SQL Window Function vs N+1 Query
Don't fetch a list, then loop in code to count each parent's children. Use a window function or a single GROUP BY — turn 1,001 queries into 1.
SQL Conditional Aggregation (FILTER / CASE)
Count or sum subsets of rows in a single GROUP BY pass. PostgreSQL has the cleaner `FILTER` clause; everyone else uses `SUM(CASE WHEN ...)`.
SQL STRING_AGG / GROUP_CONCAT
Concatenate values across a group into a single delimited string. PostgreSQL/MSSQL use `STRING_AGG`; MySQL uses `GROUP_CONCAT`; SQLite has both.
SQL GROUP BY — Aggregation Basics
`GROUP BY` collapses rows into buckets; the SELECT list must be aggregates OR grouped columns. The most common reporting pattern in SQL.
SQL ROLLUP — Subtotals and Grand Totals
`GROUP BY ROLLUP` adds subtotal rows (with NULL for the rolled-up columns) plus a grand total.
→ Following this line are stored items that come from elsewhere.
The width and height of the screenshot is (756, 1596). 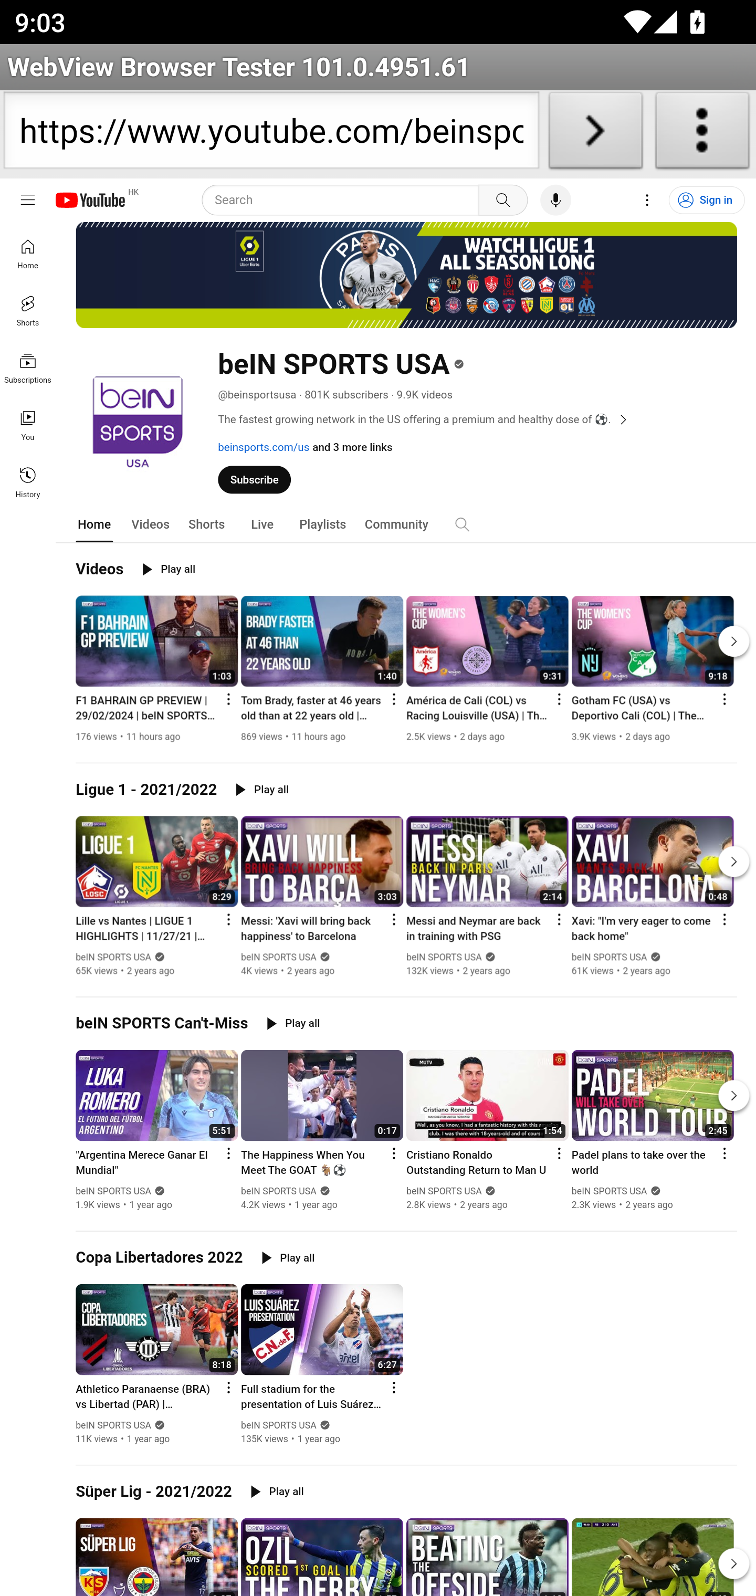 I want to click on Verified, so click(x=322, y=1191).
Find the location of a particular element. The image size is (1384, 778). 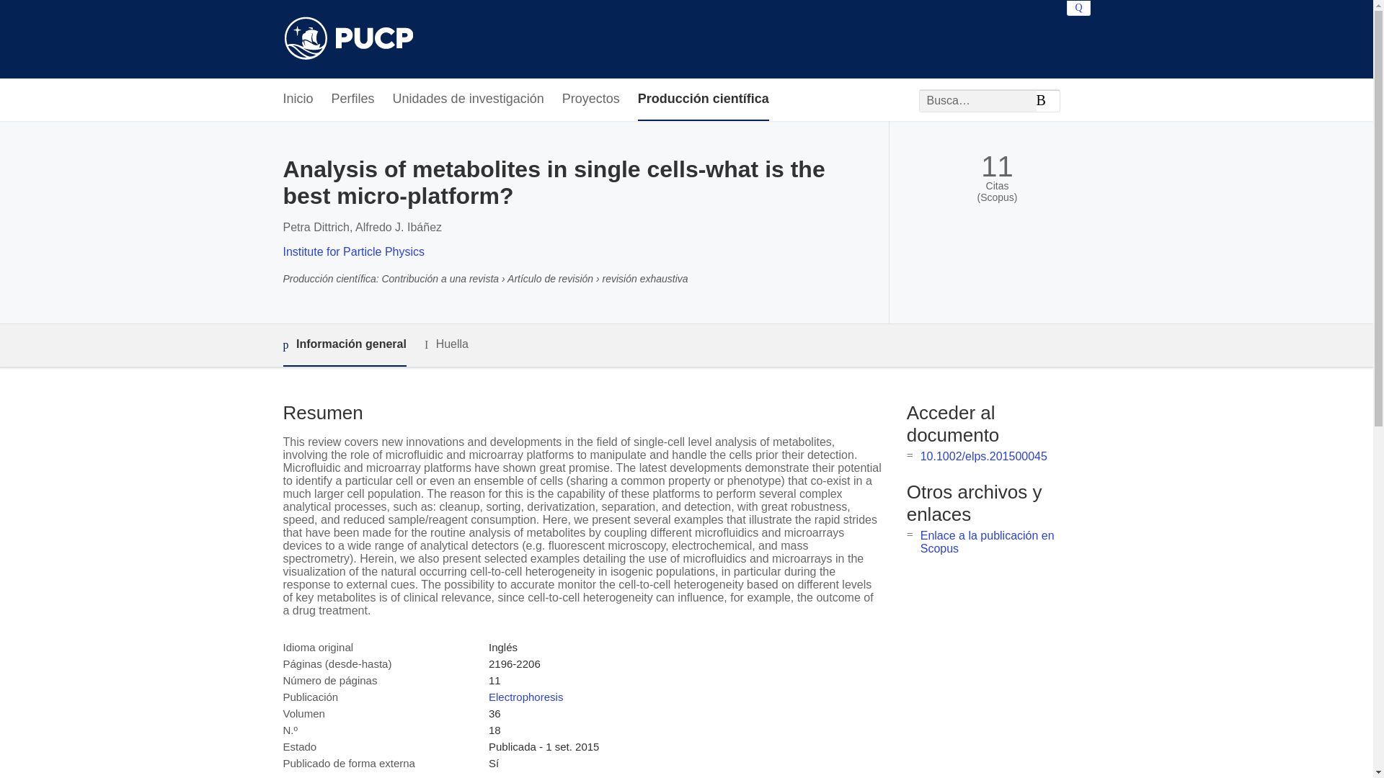

Institute for Particle Physics is located at coordinates (353, 252).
Drop into reports without writing UNIONs by hand.
SQL Pivot Without PIVOT (Conditional Aggregation)
Most databases don't have a real `PIVOT` keyword (SQL Server does). The portable answer is conditional aggregation — `SUM(CASE WHEN ...) AS col` for each pivoted value.
SQL SELECT DISTINCT and Counting Uniques
`DISTINCT` removes duplicate rows. Combine with `COUNT(DISTINCT col)` to count uniques in aggregations — different from `COUNT(*)`.